Guest blogger Bob Nowlan is professor of English at the University of Wisconsin-Eau Claire, vice-president of the United Faculty and Academic Staff of UW-Eau Claire, AFT Local 6481, an AAUP at-large member in the AAUP Wisconsin conference, and faculty advisor of UW-Eau Claire Progressive Students and Alumni and the National Alliance on Mental Illness at UW-Eau Claire.
First, “HI” to Bob Nowlan, with whom I have a history from long-ago interactions about the Society for Cinema and Media Studies.
Regarding this issue, I have had considerable (12+years) experience teaching on-line courses and have found ways to make them the near-equivalent of in-person classes. (There are, of course, MANY courses that do not lend themselves to easy conversion, especially if specialized facilities/equipment are involved and when faculty interaction is crucial (i.e., performing arts) beyond lecturing and leading discussion.
In some cases, remote instruction is actually preferable — if done well. For instance, many of my on-line grad students work, have families, or have other responsibilities that prevent them from moving to a physical university setting in order to reap the benefits of in-person instruction and frat/sorority parties. 🙂 With so much information on-line these days, including virtual libraries, streaming instructional videos, etc., a diligent student can find MOST (but certainly not ALL) resources available for study and learning.

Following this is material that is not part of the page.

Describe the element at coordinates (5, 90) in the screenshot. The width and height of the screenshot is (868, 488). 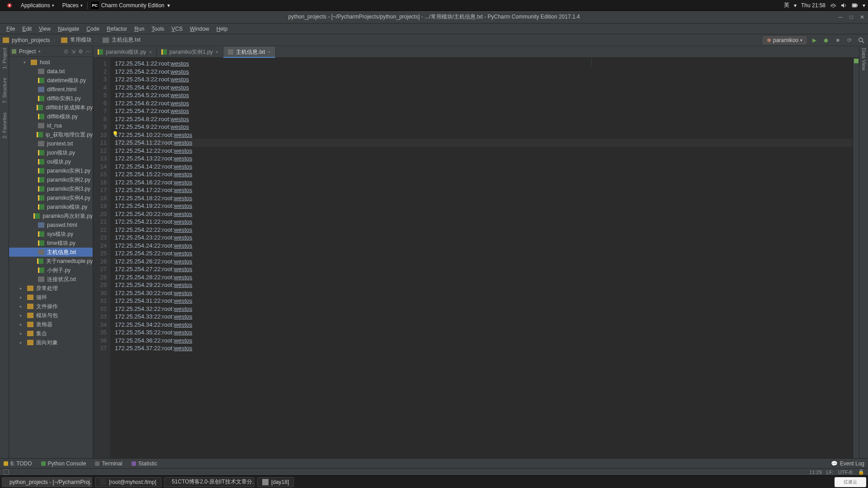
I see `tool-tab----structure: 7: Structure` at that location.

That said, I still believe that in-person teaching and learning is preferable, and one aspect highlighted by Bob Nowlan is significant: the mental health factor (for both students and faculty members). The isolation of remote education is bound to have an impact on some participants, as does the overall lockdown conditions of the Plague. My most recent academic affiliation, Hofstra University, has elected to start the Fall 2020 semester in the opposite way from UW, Eau Claire: It will open a week early as an in-person university, skip Fall break, and conclude campus learning after Thanksgiving. After that, on-line instruction will take over.
While both Hofstra and UW are probably basing their respective schedules on financial (i.e., tuition and “yield” factors), there are certainly pro- and con- arguments about when and how to begin a Fall term, especially since the future path of the virus is still somewhat uncertain. One might say that an early return to in-person classes puts everyone at risk of contagion, or that remote instruction severely diminishes students’ chances to learn. Those choices are, as the old cliche goes, “beyond my pay grade.”
However, they are also beyond the pay grade of students, whose input should be considered but, in my opinion, not be the sole arbiter of what happens in a confounding situation. Thus, while Bob Nowlan’s unofficial survey may demonstrate that “Overwhelmingly, students greatly prefer in-person classes and the holistic on-campus experience. At least 95 percent of students with whom I have been in contact passionately favor transitioning back to campus for the fall,” their preference as important stakeholders may not be fully informed by all the available facts and factors that would make for an informed judgment — e.g., the role of older faculty and students, who might be most vulnerable to acquiring or spreading the pandemic; university costs vs. financial intake; etc. As one of my mentors once said, “Students are temporary; faculty and facilities are forever.”